Two items in the news yesterday, combined with the Republican presidential debate and the cold, rainy weather we are having, have left me feeling very sad about the state of my country and what we do compared to what we say we stand for, i.e. our hypocrisy.
I was dismayed by the assassination of Osama bin Laden when it occurred concluding in a blog post in May 2011 (here)
Justice was not done by assassinating Osama bin Laden. Revenge was taken, plain and simple. Justice is a critical and core value of a great society. Vengeance has no place in one.So when The New York Times reported (here) on the legal justification for assassinating Osama bin Laden, it raised a painful memory for me. At best the legal justification was a real stretch. I found this sentence in the article particularly disturbing.
The legal analysis offered the administration wide flexibility to send ground forces onto Pakistani soil without the country’s consent, to explicitly authorize a lethal mission, to delay telling Congress until afterward, and to bury a wartime enemy at sea.The lawyers said that the United States could violate the sovereignty of another country, explicitly authorize the killing of a person without due process, not tell Congress and violate the person's religion by burying him at sea.
Every one of those conclusions is doubtful. The four lawyers even went to the extreme position that
the President was obligated to follow domestic law but not international law if a covert action were involved.
Consider another scenario. Dick Cheney is a war criminal because he lead the planning and execution of an invasion of Iraq on false pretenses, causing the death of thousands of people and is continuing to espouse similar activities. So the Iraqi government decides to send its forces into the United States without asking permission from the United States to kill Cheney and dump his body at sea. The only difference between the two scenarios is that the powerful get to write the rules and history.
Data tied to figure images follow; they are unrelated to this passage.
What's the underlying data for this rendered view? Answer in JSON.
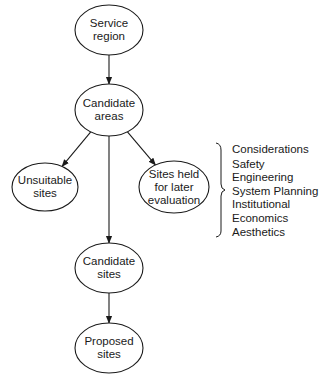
{
  "diagram": {
    "nodes": [
      {
        "id": "service-region",
        "lines": [
          "Service",
          "region"
        ],
        "cx": 109,
        "cy": 30,
        "rx": 34,
        "ry": 25
      },
      {
        "id": "candidate-areas",
        "lines": [
          "Candidate",
          "areas"
        ],
        "cx": 109,
        "cy": 110,
        "rx": 34,
        "ry": 26
      },
      {
        "id": "unsuitable-sites",
        "lines": [
          "Unsuitable",
          "sites"
        ],
        "cx": 45,
        "cy": 187,
        "rx": 33,
        "ry": 24
      },
      {
        "id": "sites-held",
        "lines": [
          "Sites held",
          "for later",
          "evaluation"
        ],
        "cx": 174,
        "cy": 187,
        "rx": 35,
        "ry": 26
      },
      {
        "id": "candidate-sites",
        "lines": [
          "Candidate",
          "sites"
        ],
        "cx": 109,
        "cy": 268,
        "rx": 34,
        "ry": 25
      },
      {
        "id": "proposed-sites",
        "lines": [
          "Proposed",
          "sites"
        ],
        "cx": 109,
        "cy": 348,
        "rx": 34,
        "ry": 25
      }
    ],
    "edges": [
      {
        "from": "service-region",
        "to": "candidate-areas"
      },
      {
        "from": "candidate-areas",
        "to": "unsuitable-sites"
      },
      {
        "from": "candidate-areas",
        "to": "sites-held"
      },
      {
        "from": "candidate-areas",
        "to": "candidate-sites"
      },
      {
        "from": "candidate-sites",
        "to": "proposed-sites"
      }
    ],
    "considerations": {
      "title": "Considerations",
      "items": [
        "Safety",
        "Engineering",
        "System Planning",
        "Institutional",
        "Economics",
        "Aesthetics"
      ]
    },
    "colors": {
      "stroke": "#1a1a1a",
      "background": "#ffffff"
    }
  }
}
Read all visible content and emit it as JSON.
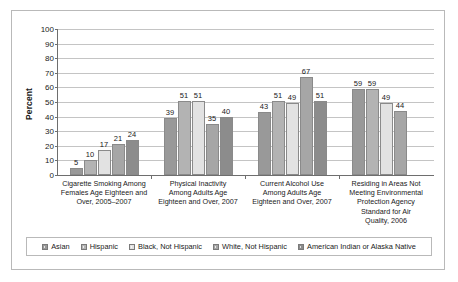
{
  "chart_data": {
    "type": "bar",
    "title": "",
    "xlabel": "",
    "ylabel": "Percent",
    "ylim": [
      0,
      100
    ],
    "ytick_step": 10,
    "yticks": [
      100,
      90,
      80,
      70,
      60,
      50,
      40,
      30,
      20,
      10,
      0
    ],
    "grid": true,
    "legend_position": "bottom",
    "categories": [
      "Cigarette Smoking Among Females Age Eighteen and Over, 2005–2007",
      "Physical Inactivity Among Adults Age Eighteen and Over, 2007",
      "Current Alcohol Use Among Adults Age Eighteen and Over, 2007",
      "Residing in Areas Not Meeting Environmental Protection Agency Standard for Air Quality, 2006"
    ],
    "category_lines": [
      [
        "Cigarette Smoking Among",
        "Females Age Eighteen and",
        "Over, 2005–2007"
      ],
      [
        "Physical Inactivity",
        "Among Adults Age",
        "Eighteen and Over, 2007"
      ],
      [
        "Current Alcohol Use",
        "Among Adults Age",
        "Eighteen and Over, 2007"
      ],
      [
        "Residing in Areas Not",
        "Meeting Environmental",
        "Protection Agency",
        "Standard for Air",
        "Quality, 2006"
      ]
    ],
    "series": [
      {
        "name": "Asian",
        "color": "#999999",
        "values": [
          5,
          39,
          43,
          59
        ]
      },
      {
        "name": "Hispanic",
        "color": "#b3b3b3",
        "values": [
          10,
          51,
          51,
          59
        ]
      },
      {
        "name": "Black, Not Hispanic",
        "color": "#e2e2e2",
        "values": [
          17,
          51,
          49,
          49
        ]
      },
      {
        "name": "White, Not Hispanic",
        "color": "#a6a6a6",
        "values": [
          21,
          35,
          67,
          44
        ]
      },
      {
        "name": "American Indian or Alaska Native",
        "color": "#8c8c8c",
        "values": [
          24,
          40,
          51,
          null
        ]
      }
    ]
  },
  "colors": {
    "frame": "#b9b9b9",
    "axis": "#6e6e6e",
    "gridline": "#c4c4c4",
    "text": "#1a1a1a",
    "background": "#ffffff"
  }
}
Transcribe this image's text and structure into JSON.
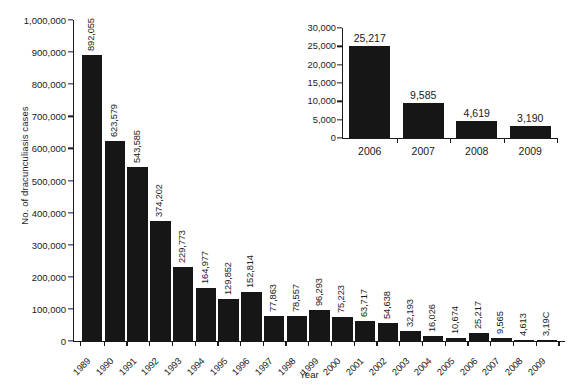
{
  "chart_data": [
    {
      "id": "main",
      "type": "bar",
      "title": "",
      "xlabel": "Year",
      "ylabel": "No. of dracunculiasis cases",
      "ylim": [
        0,
        1000000
      ],
      "ytick_values": [
        0,
        100000,
        200000,
        300000,
        400000,
        500000,
        600000,
        700000,
        800000,
        900000,
        1000000
      ],
      "ytick_labels": [
        "0",
        "100,000",
        "200,000",
        "300,000",
        "400,000",
        "500,000",
        "600,000",
        "700,000",
        "800,000",
        "900,000",
        "1,000,000"
      ],
      "grid": false,
      "legend": "none",
      "bar_color": "#161616",
      "categories": [
        "1989",
        "1990",
        "1991",
        "1992",
        "1993",
        "1994",
        "1995",
        "1996",
        "1997",
        "1998",
        "1999",
        "2000",
        "2001",
        "2002",
        "2003",
        "2004",
        "2005",
        "2006",
        "2007",
        "2008",
        "2009"
      ],
      "values": [
        892055,
        623579,
        543585,
        374202,
        229773,
        164977,
        129852,
        152814,
        77863,
        78557,
        96293,
        75223,
        63717,
        54638,
        32193,
        16026,
        10674,
        25217,
        9585,
        4619,
        3190
      ],
      "value_labels": [
        "892,055",
        "623,579",
        "543,585",
        "374,202",
        "229,773",
        "164,977",
        "129,852",
        "152,814",
        "77,863",
        "78,557",
        "96,293",
        "75,223",
        "63,717",
        "54,638",
        "32,193",
        "16,026",
        "10,674",
        "25,217",
        "9,565",
        "4,613",
        "3,19C"
      ]
    },
    {
      "id": "inset",
      "type": "bar",
      "title": "",
      "xlabel": "",
      "ylabel": "",
      "ylim": [
        0,
        30000
      ],
      "ytick_values": [
        0,
        5000,
        10000,
        15000,
        20000,
        25000,
        30000
      ],
      "ytick_labels": [
        "0",
        "5,000",
        "10,000",
        "15,000",
        "20,000",
        "25,000",
        "30,000"
      ],
      "grid": false,
      "legend": "none",
      "bar_color": "#161616",
      "categories": [
        "2006",
        "2007",
        "2008",
        "2009"
      ],
      "values": [
        25217,
        9585,
        4619,
        3190
      ],
      "value_labels": [
        "25,217",
        "9,585",
        "4,619",
        "3,190"
      ]
    }
  ]
}
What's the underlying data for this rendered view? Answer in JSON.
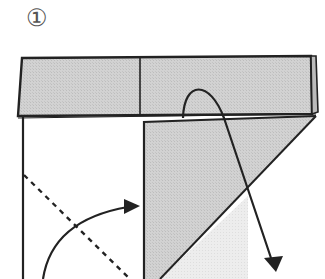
{
  "step": {
    "label": "①"
  },
  "colors": {
    "paper_gray": "#cfcfcf",
    "paper_light": "#ececec",
    "line": "#222222",
    "background": "#ffffff"
  },
  "diagram": {
    "elements": [
      {
        "name": "top-band-folded-strip",
        "fill": "gray"
      },
      {
        "name": "left-white-panel",
        "fill": "white"
      },
      {
        "name": "triangular-gray-flap",
        "fill": "gray"
      },
      {
        "name": "valley-fold-dashed-line",
        "style": "dashed"
      },
      {
        "name": "fold-up-curved-arrow",
        "direction": "bottom-left to right"
      },
      {
        "name": "unfold-arch-arrow",
        "direction": "from band down to bottom-right"
      }
    ]
  }
}
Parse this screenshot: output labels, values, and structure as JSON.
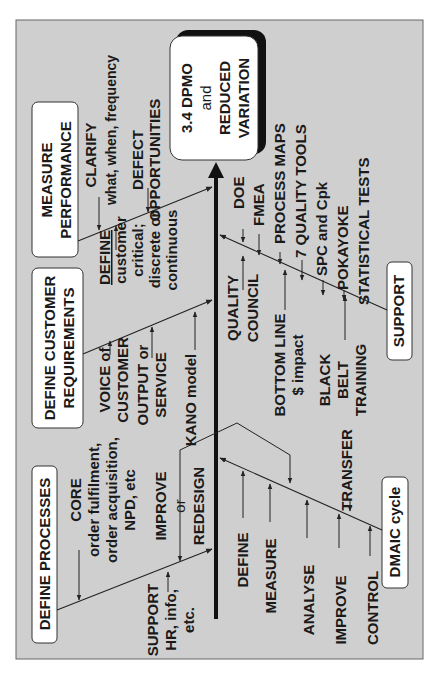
{
  "diagram": {
    "type": "fishbone",
    "orientation": "rotated-90-ccw",
    "colors": {
      "panel": "#cfcfcf",
      "box": "#ffffff",
      "ink": "#1a1a1a"
    },
    "effect": {
      "line1": "3.4 DPMO",
      "line2": "and",
      "line3": "REDUCED",
      "line4": "VARIATION"
    },
    "categories": {
      "measure": {
        "title1": "MEASURE",
        "title2": "PERFORMANCE",
        "items": {
          "clarify1": "CLARIFY",
          "clarify2": "what, when, frequency",
          "defect1": "DEFECT",
          "defect2": "OPPORTUNITIES",
          "define1": "DEFINE",
          "define2": "customer",
          "define3": "critical;",
          "define4": "discrete or",
          "define5": "continuous"
        }
      },
      "customer": {
        "title1": "DEFINE CUSTOMER",
        "title2": "REQUIREMENTS",
        "items": {
          "voice1": "VOICE of",
          "voice2": "CUSTOMER",
          "output1": "OUTPUT or",
          "output2": "SERVICE",
          "kano": "KANO model"
        }
      },
      "processes": {
        "title": "DEFINE PROCESSES",
        "items": {
          "core1": "CORE",
          "core2": "order fulfilment,",
          "core3": "order acquisition,",
          "core4": "NPD, etc",
          "improve1": "IMPROVE",
          "improve2": "or",
          "improve3": "REDESIGN",
          "support1": "SUPPORT",
          "support2": "HR, info,",
          "support3": "etc."
        }
      },
      "support": {
        "title": "SUPPORT",
        "items": {
          "doe": "DOE",
          "fmea": "FMEA",
          "pmaps": "PROCESS MAPS",
          "qtools": "7 QUALITY TOOLS",
          "spc": "SPC and Cpk",
          "poka": "POKAYOKE",
          "stats": "STATISTICAL TESTS",
          "qc1": "QUALITY",
          "qc2": "COUNCIL",
          "bl1": "BOTTOM LINE",
          "bl2": "$ impact",
          "bb1": "BLACK",
          "bb2": "BELT",
          "bb3": "TRAINING"
        }
      },
      "dmaic": {
        "title": "DMAIC cycle",
        "items": {
          "define": "DEFINE",
          "measure": "MEASURE",
          "analyse": "ANALYSE",
          "improve": "IMPROVE",
          "control": "CONTROL",
          "transfer": "TRANSFER"
        }
      }
    }
  }
}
The second item was the vote by the Parliament of the European Union to urge its member states to drop all charges against Edward Snowden, treat him as a “whistle-blower and international human rights defender” and shield him from extradition and rendition. While the message is important and powerful, it is not legally binding. This courageous vote by the European Union stands in bright contrast to the hypocrisy of the Obama Administration.
The Obama Administration insists that Edward Snowden violated the law by disclosing the illegal activities that were being conducted by the Untied States government, and he probably did violate the law. It is also clear that Vice President Cheney and President George W. Bush violated both domestic and international law in connection with torture, spying on US citizens and invading Iraq under knowingly false pretenses. If President Obama insists on prosecuting Edward Snowden, then to be consistent, intellectually honest and moral, he must also prosecute Bush and Cheney. Since it is very clear that he will never do that, he has no moral authority to prosecute Edward Snowden.
President Obama's lawyers can find legal justification for assassinating people, both American citizens (see my post from April 2010 here) and others without due process, violating the sovereignty of other nations, and spying on American citizens, but surprisingly cannot find any reason to prosecute the war crimes committed by the the highest members of the United States government. We see the same rule applied when it comes to Wall Street crimes. The big corporations get fines but none of the leaders are criminally prosecuted, just the occasional little guy.
The rich and powerful are protected by the rich and powerful. That should never be the rule in my country, the United States of America.